I'd been told I couldn't go in, as I am a woman AND a non-Muslim.  So I didn't try.  Because I want to be respectful - and I just don't want to get into that kind of trouble here.
 
While I was napping, the rules changed.  Lucky for me:
 
It says "madkhool al nissaa'" (entrance the ladies).  Reading Arabic is so much easier when the English translation is included.
 
Up the steps…it's a bit unnerving to do this by yourself…
 
To the great, grand entrance just for ladies.
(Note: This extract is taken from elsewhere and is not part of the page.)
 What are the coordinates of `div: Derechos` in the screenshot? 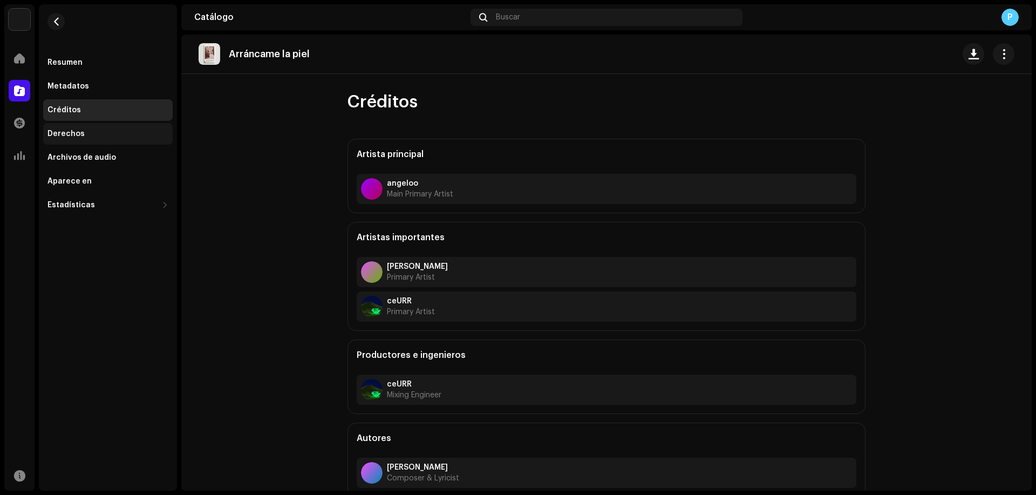 It's located at (66, 134).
My guide said the mosque is "always open" and crowded on special days, but for regular five-times-a-day prayer most faithful attend neighborhood mosques.
 
Door to the Ladies' Section from the inside.  Doors and gates are important to Middle Eastern/Khaleeji culture and architecture.
 
Three ladies stood behind a counter to one side of the entrance. One (re)draped and (re)tucked my scarf, one checked to see if anyone was using the praying space and the third offered a tour.  My guide was Egyptian, from a tiny Up-Country village.  She wore a modern looking suit and hijab - and was newly pregnant with TRIPLETS thanks to the mysteries of invitro fertilization.  (Nothing to do with the mosque tour, but interesting…that she and her husband made use of this very modern process, and well, that she told me about it at all.)
 
Women's praying space. "You may take pictures," said my guide.  "Because there are no women here now."
 
Ladies pray in a wide carpeted balcony space overlooking the Men's Area.  "Do you ever look down there?" I asked my guide.  She was appalled.  "Of course not."  This is as close as I got since no one answered the phone downstairs (to clear a visit from me).
 
Another peek at the Men's Area.  :) Yes, I'm just that immature.
 
Ladies' ablution (wudhu) space.  Prayer preparation involves a very specific wash, rinse, repeat process: http://www.muslimconverts.com/prayer/how-to-perform-wudhu.htm
 
A place outside the praying area to sit, chat, think.  Muslim ladies are very, very social with one another and generally solicitous to curious hawagas, ie, (female) tourists and strangers.  If you have the nerve to ask, she'll (probably, maybe) answer your questions.  But pictures?  No.
 
Courtyard for gathering, talking, hangin' with the fam before services.
 
I like the "ladies crossing" graphic.
 
Wider angle
 
Empty parking lot, workers at the minaret
 
Interesting, weird, diverse, unique buildings of Doha's West Bay
 
"Come back anytime," said my guide.  "Bring your friends!"  Good thing I have plenty of scarves.